Pixlane

Converter · SOTA Unicode 16 + Intl.Segmenter

Unicode Inspector

Inspect any string at the Unicode codepoint level: names, General_Category, Script, Block, bidi class, and all four normalization forms (NFC/NFD/NFKC/NFKD). Grapheme cluster breakdown via Intl.Segmenter for emoji-accurate analysis.

Summary
Grapheme clusters (Intl.Segmenter)
Codepoints
Normalization forms (side-by-side)

How to Use Unicode Inspector in 3 Steps

  1. Configure. Paste any text — emoji, mixed scripts, invisible characters. The tool breaks it into codepoints with U+XXXX notation, official name, and category.
  2. Process. Compare the 4 normalization forms side-by-side. NFC is the web default (shortest composed form); NFKD decomposes compatibility forms like full-width characters and superscripts. Mismatches between forms hint at equality bugs.
  3. Export. View the Intl.Segmenter grapheme breakdown — family emoji 👨‍👩‍👧 shows as 1 grapheme but 7 codepoints, explaining why JS .length counts wrong.

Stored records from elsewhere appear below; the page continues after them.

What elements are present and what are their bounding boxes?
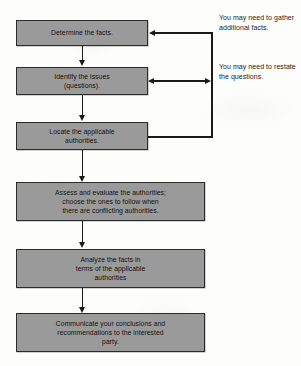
node-line: choose the ones to follow when xyxy=(55,197,166,206)
connector-assess-to-analyze xyxy=(82,221,84,243)
feedback-leg-identify-bidirectional xyxy=(152,80,206,82)
node-line: (questions). xyxy=(54,81,109,90)
arrowhead-down-identify xyxy=(79,60,85,66)
node-line: Assess and evaluate the authorities; xyxy=(55,188,166,197)
node-line: party. xyxy=(56,337,165,346)
feedback-leg-from-locate xyxy=(148,136,213,138)
node-line: Communicate your conclusions and xyxy=(56,319,165,328)
annotation-line: You may need to xyxy=(219,14,272,21)
node-determine-facts: Determine the facts. xyxy=(16,20,148,46)
feedback-loop-riser xyxy=(211,32,213,137)
node-line: Locate the applicable xyxy=(49,127,114,136)
arrowhead-down-analyze xyxy=(79,242,85,248)
annotation-restate-questions: You may need to restate the questions. xyxy=(219,62,299,81)
connector-analyze-to-communicate xyxy=(82,288,84,308)
flowchart-diagram: Determine the facts. Identify the issues… xyxy=(0,0,301,366)
annotation-line: questions. xyxy=(231,73,263,80)
node-analyze-facts: Analyze the facts in terms of the applic… xyxy=(16,249,205,288)
arrowhead-left-identify xyxy=(148,78,154,84)
node-line: terms of the applicable xyxy=(76,264,146,273)
feedback-leg-to-determine xyxy=(153,32,213,34)
arrowhead-left-determine xyxy=(149,30,155,36)
node-line: Determine the facts. xyxy=(51,28,113,37)
node-line: authorities. xyxy=(49,136,114,145)
arrowhead-down-locate xyxy=(79,115,85,121)
node-communicate-conclusions: Communicate your conclusions and recomme… xyxy=(16,313,205,352)
node-line: authorities xyxy=(76,273,146,282)
annotation-line: facts. xyxy=(251,24,268,31)
connector-locate-to-assess xyxy=(82,150,84,176)
annotation-line: You may need to xyxy=(219,63,272,70)
annotation-gather-facts: You may need to gather additional facts. xyxy=(219,13,299,32)
node-line: Analyze the facts in xyxy=(76,255,146,264)
node-identify-issues: Identify the issues (questions). xyxy=(16,67,148,95)
node-line: recommendations to the interested xyxy=(56,328,165,337)
node-locate-authorities: Locate the applicable authorities. xyxy=(16,122,148,150)
node-line: Identify the issues xyxy=(54,72,109,81)
node-line: there are conflicting authorities. xyxy=(55,206,166,215)
arrowhead-right-riser xyxy=(205,78,211,84)
node-assess-authorities: Assess and evaluate the authorities; cho… xyxy=(16,182,205,221)
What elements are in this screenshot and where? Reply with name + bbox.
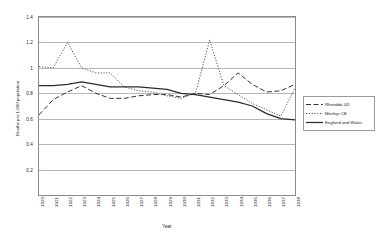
x-axis-tick-label: 1920 [40,197,45,207]
y-axis-tick-label: 1 [30,65,33,70]
x-axis-tick-label: 1934 [239,197,244,207]
x-axis-tick-label: 1932 [210,197,215,207]
x-axis-tick-label: 1926 [125,197,130,207]
series-lines [39,17,295,195]
chart-legend: Rhondda UDMerthyr CBEngland and Wales [303,96,375,131]
x-axis-tick-label: 1928 [153,197,158,207]
x-axis-tick-label: 1922 [68,197,73,207]
x-axis-tick-labels: 1920192119221923192419251926192719281929… [38,197,296,219]
legend-item: Rhondda UD [306,100,372,108]
x-axis-tick-label: 1927 [139,197,144,207]
y-axis-tick-labels: 0.20.40.60.811.21.4 [0,16,36,196]
legend-swatch-icon [306,101,323,108]
x-axis-tick-label: 1931 [196,197,201,207]
y-axis-tick-label: 0.6 [26,116,33,121]
x-axis-tick-label: 1930 [182,197,187,207]
y-axis-tick-label: 1.2 [26,40,33,45]
legend-item: England and Wales [306,118,372,126]
y-axis-tick-label: 0.8 [26,91,33,96]
x-axis-tick-label: 1936 [267,197,272,207]
legend-label: Merthyr CB [325,111,347,116]
x-axis-title: Year [38,224,296,229]
x-axis-tick-label: 1938 [296,197,301,207]
legend-swatch-icon [306,119,323,126]
legend-label: Rhondda UD [325,102,350,107]
series-line [39,40,295,116]
y-axis-tick-label: 0.4 [26,142,33,147]
y-axis-tick-label: 0.2 [26,167,33,172]
x-axis-tick-label: 1933 [224,197,229,207]
x-axis-tick-label: 1929 [168,197,173,207]
legend-swatch-icon [306,110,323,117]
plot-area [38,16,296,196]
chart-figure: Deaths per 1,000 population 0.20.40.60.8… [0,0,380,238]
legend-label: England and Wales [325,120,362,125]
y-axis-tick-label: 1.4 [26,15,33,20]
x-axis-tick-label: 1924 [96,197,101,207]
x-axis-tick-label: 1935 [253,197,258,207]
x-axis-tick-label: 1921 [54,197,59,207]
x-axis-tick-label: 1923 [82,197,87,207]
x-axis-tick-label: 1937 [281,197,286,207]
x-axis-tick-label: 1925 [111,197,116,207]
legend-item: Merthyr CB [306,109,372,117]
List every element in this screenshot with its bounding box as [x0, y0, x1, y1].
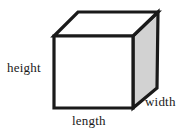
label-height: height	[7, 61, 41, 75]
cube-diagram-figure: height length width	[0, 0, 187, 133]
label-length: length	[72, 114, 106, 128]
label-width: width	[145, 95, 176, 109]
cube-front-face	[54, 36, 133, 108]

Why Unicode Inspector on Pixlane

Unicode is full of invisible footguns — combining marks, zero-width joiners, homoglyphs, normalization mismatches that make equal-looking strings compare unequal. Pixlane's Unicode Inspector shows every codepoint in a string with its official name (Unicode 16 data), General_Category, Script, and Block. The side-by-side NFC/NFD/NFKC/NFKD comparison surfaces normalization issues (a common source of equality bugs), and Intl.Segmenter (ES2024) produces accurate grapheme cluster views so ZWJ sequences and variation selectors are grouped as users perceive them.

Frequently Asked Questions

What is a codepoint?

A number (0 to 0x10FFFF) that Unicode assigns to every character, symbol, and glyph. Written as U+XXXX in hex. A single user-perceived character (grapheme) may be made of multiple codepoints — especially for emoji, accented letters, and complex scripts.

What's the difference between NFC and NFKD?

NFC is canonical composition — shortest equivalent form, what the web uses by default. NFKD is compatibility decomposition — it also breaks apart visual variants like ⅓ → 1⁄3 and full-width A → A. Use NFC for equality, NFKD for matching/searching.

Why does my string length look wrong?

JavaScript's .length counts UTF-16 code units (not codepoints, not graphemes). An emoji like 😀 is 2 code units. A family emoji like 👨‍👩‍👧 is 8 code units but 1 grapheme. Use Intl.Segmenter for correct counting — Pixlane's Text Counter does this.

Is this tool free?

Yes. Unicode Inspector on Pixlane is completely free with no signup required.